I think that your search results can greatly improve through a number of techniques or database design approaches that will improve performance in your typical RDBMS. I suggest looking into and possibly prototyping the following improvements to see if they help you in performance testing first before you commit to an entirely new database technology that will require a great deal of new learning and experience to master.
Essentially you want to avoid the mindset of a "Magic Bullet". There is a misconception that NoSQL can somehow magically solve all of our problems and performance issues with the RDBMS and that might be true sometimes but you really should try improving your database design first.
Identify your Non-Functional Requirements
Specifically identify your acceptable non-functional requirements for performance. Determine what the maximum average query wait time and use that as your goal. If you can tweak your database design to achieve this then you do not need to rearchitect your software to a NonSQL solution.
Avoid binary columns
It sounds like with the Image
table that you have binary type media being stored within your database tables. While this is highly dependent on your chosen database implements binary columns, it is generally accepted that binary columns can hurt the performance of your queries. Binary columns typically invalidate the benefits that an index on a table column can provide. If you don't believe me, join to the Image
table and run an explain plan and notice how the index is probably not being used.
Use a Content Delivery Network
Instead of storing images and media in database records, store a URL that an application can use to retrieve that image, maybe in a browser. That URL can point to a unique image that is being stored and managed in a Content Delivery Network. There are a number of cloud services that can provide this or you can build your own with a number of tools. This should make all aspects of your application much more efficient.
Evaluate your table indexes
Make sure that if you are not using indexes that you build them for columns that you typically filter on or join against. To be honest, 4 tables is not a great deal of joins for a table so if you follow these guidelines you should see at least a modest improvement of performance.
If you follow these guidelines and you still cannot achieve your performance requirements then perhaps you can evaluate various NoSQL solutions and look for features that might help you.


- Exercise objective: Of all the entries below, retype only the lines from the one with "Describe the element at coordinates (379, 108)" through the one with "The width and height of the screenshot is (1082, 475).", exactly as they appear.

Collected data

--*--

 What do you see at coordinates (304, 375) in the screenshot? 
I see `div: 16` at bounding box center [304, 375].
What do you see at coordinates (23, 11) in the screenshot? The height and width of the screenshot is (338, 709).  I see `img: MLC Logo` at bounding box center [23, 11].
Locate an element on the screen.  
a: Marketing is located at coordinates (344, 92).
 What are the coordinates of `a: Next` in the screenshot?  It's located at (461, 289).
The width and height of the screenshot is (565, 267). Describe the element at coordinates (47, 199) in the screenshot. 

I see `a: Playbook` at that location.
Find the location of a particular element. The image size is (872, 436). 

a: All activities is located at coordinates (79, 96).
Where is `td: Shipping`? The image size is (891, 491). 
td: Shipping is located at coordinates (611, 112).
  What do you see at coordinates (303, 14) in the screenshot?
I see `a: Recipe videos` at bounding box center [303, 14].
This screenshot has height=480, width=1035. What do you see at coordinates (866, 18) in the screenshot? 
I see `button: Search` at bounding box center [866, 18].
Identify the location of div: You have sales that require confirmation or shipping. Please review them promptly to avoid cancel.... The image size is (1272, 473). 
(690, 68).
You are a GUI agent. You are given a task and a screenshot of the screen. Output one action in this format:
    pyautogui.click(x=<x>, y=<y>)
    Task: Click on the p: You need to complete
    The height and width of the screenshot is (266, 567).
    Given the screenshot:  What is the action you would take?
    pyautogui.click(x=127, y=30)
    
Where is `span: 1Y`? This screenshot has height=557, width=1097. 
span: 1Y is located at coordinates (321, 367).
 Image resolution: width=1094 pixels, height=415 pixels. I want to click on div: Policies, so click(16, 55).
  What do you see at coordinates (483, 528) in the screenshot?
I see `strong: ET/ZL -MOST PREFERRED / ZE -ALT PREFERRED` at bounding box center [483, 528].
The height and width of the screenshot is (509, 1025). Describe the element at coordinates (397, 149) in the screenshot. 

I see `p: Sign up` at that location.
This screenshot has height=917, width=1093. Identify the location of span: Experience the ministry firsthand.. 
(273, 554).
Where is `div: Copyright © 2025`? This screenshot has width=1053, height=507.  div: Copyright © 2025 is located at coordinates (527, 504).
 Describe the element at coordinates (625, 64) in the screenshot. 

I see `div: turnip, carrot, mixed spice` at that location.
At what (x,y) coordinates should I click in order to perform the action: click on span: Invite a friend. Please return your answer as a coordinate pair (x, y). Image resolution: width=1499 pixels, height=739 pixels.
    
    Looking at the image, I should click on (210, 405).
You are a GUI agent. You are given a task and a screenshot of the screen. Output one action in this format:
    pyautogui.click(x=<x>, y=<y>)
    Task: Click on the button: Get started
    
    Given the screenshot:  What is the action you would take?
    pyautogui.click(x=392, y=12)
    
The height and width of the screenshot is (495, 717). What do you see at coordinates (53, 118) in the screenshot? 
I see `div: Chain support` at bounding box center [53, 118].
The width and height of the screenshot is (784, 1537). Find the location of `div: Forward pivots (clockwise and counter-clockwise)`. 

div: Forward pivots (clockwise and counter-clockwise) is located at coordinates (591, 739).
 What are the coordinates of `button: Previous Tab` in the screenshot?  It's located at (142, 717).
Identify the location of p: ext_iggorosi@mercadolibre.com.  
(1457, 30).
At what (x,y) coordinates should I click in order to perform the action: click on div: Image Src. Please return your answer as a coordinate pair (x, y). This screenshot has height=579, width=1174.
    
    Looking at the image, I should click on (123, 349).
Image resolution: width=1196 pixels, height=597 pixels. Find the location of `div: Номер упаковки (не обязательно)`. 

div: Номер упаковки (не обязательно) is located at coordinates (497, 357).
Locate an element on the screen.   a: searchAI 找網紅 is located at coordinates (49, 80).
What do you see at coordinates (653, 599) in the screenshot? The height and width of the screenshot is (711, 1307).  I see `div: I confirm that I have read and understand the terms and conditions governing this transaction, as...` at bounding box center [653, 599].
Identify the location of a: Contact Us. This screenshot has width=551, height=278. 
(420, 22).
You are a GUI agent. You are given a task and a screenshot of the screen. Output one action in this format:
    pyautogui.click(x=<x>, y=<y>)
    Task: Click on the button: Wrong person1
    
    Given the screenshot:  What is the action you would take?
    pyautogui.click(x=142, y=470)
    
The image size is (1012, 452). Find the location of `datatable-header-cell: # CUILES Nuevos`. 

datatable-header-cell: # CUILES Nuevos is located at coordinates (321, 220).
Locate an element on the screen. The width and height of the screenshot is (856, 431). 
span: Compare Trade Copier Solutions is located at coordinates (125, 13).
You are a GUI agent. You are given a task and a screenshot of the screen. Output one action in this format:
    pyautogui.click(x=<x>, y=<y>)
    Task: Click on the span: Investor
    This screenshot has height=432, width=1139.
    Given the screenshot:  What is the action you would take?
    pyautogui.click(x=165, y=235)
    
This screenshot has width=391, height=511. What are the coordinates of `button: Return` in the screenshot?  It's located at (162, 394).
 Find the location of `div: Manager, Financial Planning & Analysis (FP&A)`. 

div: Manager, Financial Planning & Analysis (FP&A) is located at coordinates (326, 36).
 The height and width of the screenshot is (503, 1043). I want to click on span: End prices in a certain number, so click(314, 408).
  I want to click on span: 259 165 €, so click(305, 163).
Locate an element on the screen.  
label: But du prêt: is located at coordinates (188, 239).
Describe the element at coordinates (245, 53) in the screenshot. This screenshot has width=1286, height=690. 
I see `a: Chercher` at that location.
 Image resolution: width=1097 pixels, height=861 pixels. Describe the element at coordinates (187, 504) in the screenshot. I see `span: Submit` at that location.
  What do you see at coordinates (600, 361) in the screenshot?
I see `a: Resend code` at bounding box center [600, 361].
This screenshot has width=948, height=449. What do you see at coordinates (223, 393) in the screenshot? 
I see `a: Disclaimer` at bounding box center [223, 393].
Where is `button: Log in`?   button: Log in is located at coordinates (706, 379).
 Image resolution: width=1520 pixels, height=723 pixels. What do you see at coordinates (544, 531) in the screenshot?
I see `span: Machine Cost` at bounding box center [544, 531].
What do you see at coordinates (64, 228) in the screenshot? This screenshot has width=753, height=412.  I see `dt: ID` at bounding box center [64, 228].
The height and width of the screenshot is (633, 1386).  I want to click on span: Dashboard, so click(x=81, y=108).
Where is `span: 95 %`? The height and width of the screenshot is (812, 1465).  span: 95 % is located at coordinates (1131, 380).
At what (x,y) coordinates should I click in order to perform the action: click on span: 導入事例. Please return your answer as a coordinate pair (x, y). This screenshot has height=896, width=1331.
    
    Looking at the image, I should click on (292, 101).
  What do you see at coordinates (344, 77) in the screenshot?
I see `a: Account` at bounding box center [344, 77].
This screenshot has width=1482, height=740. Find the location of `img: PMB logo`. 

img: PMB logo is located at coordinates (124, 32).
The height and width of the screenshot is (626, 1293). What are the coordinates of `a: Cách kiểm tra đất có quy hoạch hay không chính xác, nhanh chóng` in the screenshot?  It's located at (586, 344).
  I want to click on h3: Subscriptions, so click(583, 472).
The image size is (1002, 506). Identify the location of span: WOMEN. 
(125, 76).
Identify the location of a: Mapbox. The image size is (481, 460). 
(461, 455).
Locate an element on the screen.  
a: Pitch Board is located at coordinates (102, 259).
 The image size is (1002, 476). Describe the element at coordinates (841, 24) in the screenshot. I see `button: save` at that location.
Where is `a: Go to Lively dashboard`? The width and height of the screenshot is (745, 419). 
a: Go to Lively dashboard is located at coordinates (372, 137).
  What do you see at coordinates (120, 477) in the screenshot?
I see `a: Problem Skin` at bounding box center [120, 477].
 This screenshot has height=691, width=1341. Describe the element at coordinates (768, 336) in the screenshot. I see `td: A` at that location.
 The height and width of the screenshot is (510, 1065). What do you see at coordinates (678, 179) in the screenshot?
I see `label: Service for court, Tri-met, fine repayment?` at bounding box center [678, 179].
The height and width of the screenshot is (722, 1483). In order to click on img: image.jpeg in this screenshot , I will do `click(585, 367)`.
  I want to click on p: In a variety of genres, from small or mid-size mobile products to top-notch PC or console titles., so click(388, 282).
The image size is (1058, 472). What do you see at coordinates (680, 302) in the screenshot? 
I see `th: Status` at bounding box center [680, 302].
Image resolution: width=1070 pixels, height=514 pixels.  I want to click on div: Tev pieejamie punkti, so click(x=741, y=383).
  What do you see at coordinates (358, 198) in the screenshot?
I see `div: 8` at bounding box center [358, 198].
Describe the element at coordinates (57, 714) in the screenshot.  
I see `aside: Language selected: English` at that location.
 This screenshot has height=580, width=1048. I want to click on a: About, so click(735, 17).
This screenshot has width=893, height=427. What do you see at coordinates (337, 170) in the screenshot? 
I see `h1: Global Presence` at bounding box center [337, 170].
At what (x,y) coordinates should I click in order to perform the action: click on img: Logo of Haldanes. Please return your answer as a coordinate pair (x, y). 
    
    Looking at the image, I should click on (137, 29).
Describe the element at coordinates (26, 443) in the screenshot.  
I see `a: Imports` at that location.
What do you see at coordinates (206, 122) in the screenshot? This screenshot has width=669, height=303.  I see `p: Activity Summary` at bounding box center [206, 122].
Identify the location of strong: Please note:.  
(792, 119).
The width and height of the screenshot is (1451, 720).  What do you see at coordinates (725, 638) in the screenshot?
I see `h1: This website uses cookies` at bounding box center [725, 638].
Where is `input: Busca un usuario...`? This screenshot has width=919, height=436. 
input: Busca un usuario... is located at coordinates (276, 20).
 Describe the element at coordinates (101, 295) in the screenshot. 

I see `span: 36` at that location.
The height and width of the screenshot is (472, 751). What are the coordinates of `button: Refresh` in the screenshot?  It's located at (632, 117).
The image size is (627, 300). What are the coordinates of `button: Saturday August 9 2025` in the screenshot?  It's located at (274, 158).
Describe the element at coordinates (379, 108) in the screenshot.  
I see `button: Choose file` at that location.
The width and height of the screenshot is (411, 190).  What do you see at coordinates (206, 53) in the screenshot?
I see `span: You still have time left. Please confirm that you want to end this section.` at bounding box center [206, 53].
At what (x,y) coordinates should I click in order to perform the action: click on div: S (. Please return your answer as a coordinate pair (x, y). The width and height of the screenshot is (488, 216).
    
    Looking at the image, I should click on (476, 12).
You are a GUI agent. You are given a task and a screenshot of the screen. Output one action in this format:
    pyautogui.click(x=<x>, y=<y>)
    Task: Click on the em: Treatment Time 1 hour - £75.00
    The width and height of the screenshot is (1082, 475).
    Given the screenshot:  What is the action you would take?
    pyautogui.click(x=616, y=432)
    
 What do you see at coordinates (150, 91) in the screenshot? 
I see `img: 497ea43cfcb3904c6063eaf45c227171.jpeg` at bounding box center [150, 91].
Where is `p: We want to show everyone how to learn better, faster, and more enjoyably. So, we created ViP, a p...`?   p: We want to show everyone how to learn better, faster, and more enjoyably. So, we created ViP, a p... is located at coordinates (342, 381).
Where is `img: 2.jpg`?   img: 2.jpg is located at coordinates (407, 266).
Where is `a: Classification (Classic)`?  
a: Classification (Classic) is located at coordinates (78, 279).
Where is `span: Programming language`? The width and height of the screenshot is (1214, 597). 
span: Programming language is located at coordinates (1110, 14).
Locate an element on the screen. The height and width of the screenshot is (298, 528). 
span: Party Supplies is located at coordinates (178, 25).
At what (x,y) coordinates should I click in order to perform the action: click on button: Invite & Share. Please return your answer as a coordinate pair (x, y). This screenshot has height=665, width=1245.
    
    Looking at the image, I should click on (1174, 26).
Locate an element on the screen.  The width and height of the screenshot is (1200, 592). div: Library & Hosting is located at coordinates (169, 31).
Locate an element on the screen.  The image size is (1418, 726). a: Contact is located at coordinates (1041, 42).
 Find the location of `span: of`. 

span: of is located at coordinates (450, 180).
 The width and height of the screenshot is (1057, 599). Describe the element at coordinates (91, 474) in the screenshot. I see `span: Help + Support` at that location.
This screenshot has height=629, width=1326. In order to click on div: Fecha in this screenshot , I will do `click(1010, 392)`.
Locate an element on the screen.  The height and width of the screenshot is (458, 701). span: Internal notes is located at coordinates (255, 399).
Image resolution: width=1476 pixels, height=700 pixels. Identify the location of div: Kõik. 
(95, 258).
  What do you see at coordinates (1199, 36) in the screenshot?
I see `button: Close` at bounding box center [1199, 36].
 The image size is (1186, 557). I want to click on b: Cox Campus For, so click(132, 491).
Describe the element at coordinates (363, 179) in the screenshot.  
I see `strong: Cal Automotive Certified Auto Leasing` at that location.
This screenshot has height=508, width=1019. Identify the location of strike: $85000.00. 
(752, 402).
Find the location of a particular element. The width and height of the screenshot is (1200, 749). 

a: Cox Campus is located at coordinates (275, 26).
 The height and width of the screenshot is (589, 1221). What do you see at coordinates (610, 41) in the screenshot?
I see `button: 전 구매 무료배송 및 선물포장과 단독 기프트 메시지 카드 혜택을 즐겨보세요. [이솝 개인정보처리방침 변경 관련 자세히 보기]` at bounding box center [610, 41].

--*--

- Output for this task:
Describe the element at coordinates (379, 108) in the screenshot.  
I see `button: Choose file` at that location.
The width and height of the screenshot is (411, 190).  What do you see at coordinates (206, 53) in the screenshot?
I see `span: You still have time left. Please confirm that you want to end this section.` at bounding box center [206, 53].
At what (x,y) coordinates should I click in order to perform the action: click on div: S (. Please return your answer as a coordinate pair (x, y). The width and height of the screenshot is (488, 216).
    
    Looking at the image, I should click on (476, 12).
You are a GUI agent. You are given a task and a screenshot of the screen. Output one action in this format:
    pyautogui.click(x=<x>, y=<y>)
    Task: Click on the em: Treatment Time 1 hour - £75.00
    The width and height of the screenshot is (1082, 475).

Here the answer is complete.